Shallow 6.7 Quake Strikes Palu, Reviving Memories of 2018 Catastrophe
A powerful inland earthquake shook Central Sulawesi on Tuesday, damaging buildings, forcing hospital evacuations, and triggering dozens of aftershocks, though no tsunami materialised.
A magnitude 6.7 earthquake struck just 42 kilometres southeast of the Indonesian city of Palu on Tuesday morning, sending panicked residents fleeing into the streets and reviving deep-seated trauma from the devastating 2018 disaster that levelled the same region. The shallow tremor, originating at a depth of only 10 kilometres on the little-known Sausu Fault, was felt strongly across Central Sulawesi, including in the districts of Sigi, Parigi Moutong, and Poso. Indonesian authorities swiftly confirmed the quake posed no tsunami threat, as its epicentre lay on land, but the psychological shock was immediate: patients at multiple hospitals were rushed outside, some still attached to intravenous drips, while queues of vehicles snaked around petrol stations as families prepared for possible evacuation.
Scattered structural damage was reported across the affected zone. The ceiling of the Sigi regent’s office collapsed, the auditorium at Tadulako University suffered cracks, and at least two hotels in Palu sustained non-structural harm. In Parigi Moutong, fifteen houses were damaged, and landslides severed the road linking Sigi to Napu, complicating access to remote villages. Eight people were injured in Sigi, two of them seriously with fractures and head wounds from falling debris; all were treated at a local hospital. No fatalities had been confirmed by late afternoon, a fact that emergency officials attributed to rapid evacuations and the quake’s inland location, which eliminated the tsunami risk that proved so lethal in 2018.
The seismic sequence was far from over. Within hours, the meteorology agency had logged more than 40 aftershocks, the strongest measuring magnitude 5.2, and warned that further tremors could persist for days. The activity was driven by normal faulting on the Sausu structure, distinct from the Palu-Koro fault that ruptured in 2018, killing thousands and triggering catastrophic liquefaction. That historical shadow loomed large: officials acknowledged the possibility of localised soil liquefaction in sandy, water-saturated areas, though they stressed that conditions were not identical to the 2018 event. A viral video of receding seawater in Palu Bay briefly stoked tsunami fears before the geophysics agency reassured the public that the phenomenon was unrelated to the earthquake’s mechanism.
Viewed from Jakarta, the government’s response appeared swift but underscored the perennial challenge of disaster preparedness in the world’s largest archipelago. The Central Sulawesi governor, who was in the capital for meetings, cancelled his engagements and prepared to return, while local disaster agencies erected emergency tents at hospitals and closed a cracked bridge for inspection. International seismological centres, from the US Geological Survey to the European-Mediterranean Seismological Centre, confirmed the magnitude and shallow depth, noting that such onshore events, while sparing coastal areas from tsunami, can still inflict significant damage on poorly reinforced structures. As aftershocks continued to rattle the region, the focus turned to ensuring that the emergency response held firm and that the psychological scars of 2018 did not deepen into a new humanitarian crisis.
How the same story is told elsewhere.
2 editorial groups · 5 languages
Local press depicts panic and patient evacuations from hospitals, with vivid scenes of people rushing outdoors. Officials confirm no tsunami threat, but the focus is on the strong shaking and the swift response to move patients to safety. The narrative is urgent and community-centered.
Russian media ignored the Indonesia earthquake, instead reporting on minor seismic events in Mongolia and Cuba. The coverage is detached and pragmatic, limited to tremors near Russian borders or in unusual locations, completely overlooking the major event in Southeast Asia.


**What the task requires**
Scan the data for "span" and copy the lines it appears in.
---------------
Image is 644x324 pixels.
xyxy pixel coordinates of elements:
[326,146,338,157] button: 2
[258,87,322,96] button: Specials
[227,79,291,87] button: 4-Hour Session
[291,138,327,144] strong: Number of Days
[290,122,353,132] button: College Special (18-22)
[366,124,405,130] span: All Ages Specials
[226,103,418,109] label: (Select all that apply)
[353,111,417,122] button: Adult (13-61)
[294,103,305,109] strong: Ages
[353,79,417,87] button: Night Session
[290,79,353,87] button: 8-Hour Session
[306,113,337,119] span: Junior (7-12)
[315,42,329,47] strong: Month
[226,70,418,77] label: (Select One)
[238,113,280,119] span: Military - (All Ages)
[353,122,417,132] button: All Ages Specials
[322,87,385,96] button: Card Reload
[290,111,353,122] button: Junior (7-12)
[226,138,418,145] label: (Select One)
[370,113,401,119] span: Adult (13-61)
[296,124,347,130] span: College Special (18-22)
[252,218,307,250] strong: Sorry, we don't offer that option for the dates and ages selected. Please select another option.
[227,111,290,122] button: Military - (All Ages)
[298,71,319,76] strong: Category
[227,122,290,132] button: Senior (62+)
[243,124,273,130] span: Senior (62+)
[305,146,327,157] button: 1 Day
---------------
**Exercise solution**
[366,124,405,130] span: All Ages Specials
[306,113,337,119] span: Junior (7-12)
[238,113,280,119] span: Military - (All Ages)
[370,113,401,119] span: Adult (13-61)
[296,124,347,130] span: College Special (18-22)
[243,124,273,130] span: Senior (62+)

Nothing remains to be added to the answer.